Book ID: CBB740587461

Contagionism Catches On: Medical Ideology in Britain, 1730-1800 (2017)

unapi

DeLacy, Margaret (Author)


Palgrave Macmillan


Publication Date: 2017
Physical Details: 347 pages
Language: English

This book shows how contagionism evolved in eighteenth century Britain and describes the consequences of this evolution. By the late eighteenth century, the British medical profession was divided between traditionalists, who attributed acute diseases to the interaction of internal imbalances with external factors such as weather, and reformers, who blamed contagious pathogens. The reformers, who were often “outsiders,” English Nonconformists or men born outside England, emerged from three coincidental transformations: transformation in medical ideas, in the nature and content of medical education, and in the sort of men who became physicians. Adopting contagionism led them to see acute diseases as separate entities, spurring a process that reoriented medical research, changed communities, established new medical institutions, and continues to the present day.

...More
Reviewed By

Review Laurence Brockliss (2018) Review of "Contagionism Catches On: Medical Ideology in Britain, 1730-1800". Isis: International Review Devoted to the History of Science and Its Cultural Influences (pp. 845-846). unapi

Citation URI
https://data.isiscb.org/isis/citation/CBB740587461/

Similar Citations

Article Zuckerman, Arnold; (2004)
Plague and Contagionism in Eighteenth-Century England: The Role of Richard Mead (/isis/citation/CBB000630221/)

Book Annika Mann; (2018)
Reading Contagion: The Hazards of Reading in the Age of Print (/isis/citation/CBB689588967/)

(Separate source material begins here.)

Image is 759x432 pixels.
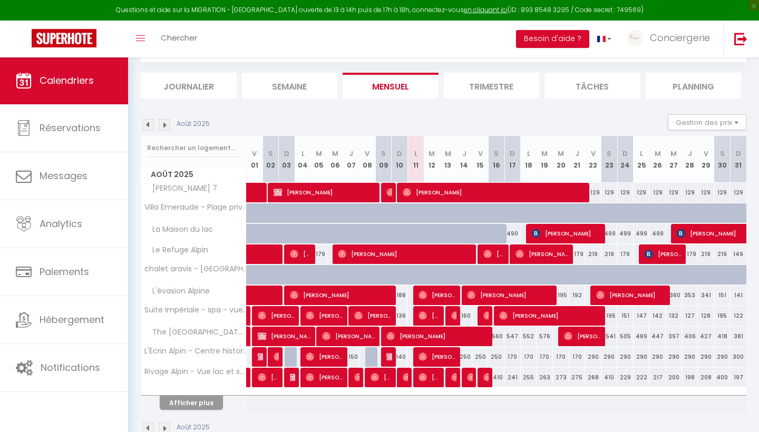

Thesis Siena, Kevin Patrick; (2001)
Poverty and the pox: Venereal disease in London hospitals, 1600-1800 (/isis/citation/CBB001562638/)

Article Li, Shang-jen; (2003)
Shijiu shiji hoqi Yinguo yixuejie dui Zhongguo mafongbinqin de diaocha yenjiu (/isis/citation/CBB000350224/)

Book Thorsheim, Peter; (2006)
Inventing Pollution: Coal, Smoke, and Culture in Britain since 1800 (/isis/citation/CBB000772099/)

Book Kevin Siena; (2019)
Rotten Bodies: Class and Contagion in Eighteenth-Century Britain (/isis/citation/CBB122911120/)

Article Meaney, A.; (2000)
The practice of medicine in England about the year 1000 (/isis/citation/CBB000111358/)

Thesis Durbach, Nadja; (2001)
“Disease by law”: Anti-vaccination in Victorian England, 1853-1907 (/isis/citation/CBB001562600/)

Book Gilbert, Pamela K.; (2008)
Cholera and Nation: Doctoring the Social Body in Victorian England (/isis/citation/CBB000830498/)

Article Jennifer Crane; (2018)
Why the History of Public Consultation Matters for Contemporary Health Policy (/isis/citation/CBB432541042/)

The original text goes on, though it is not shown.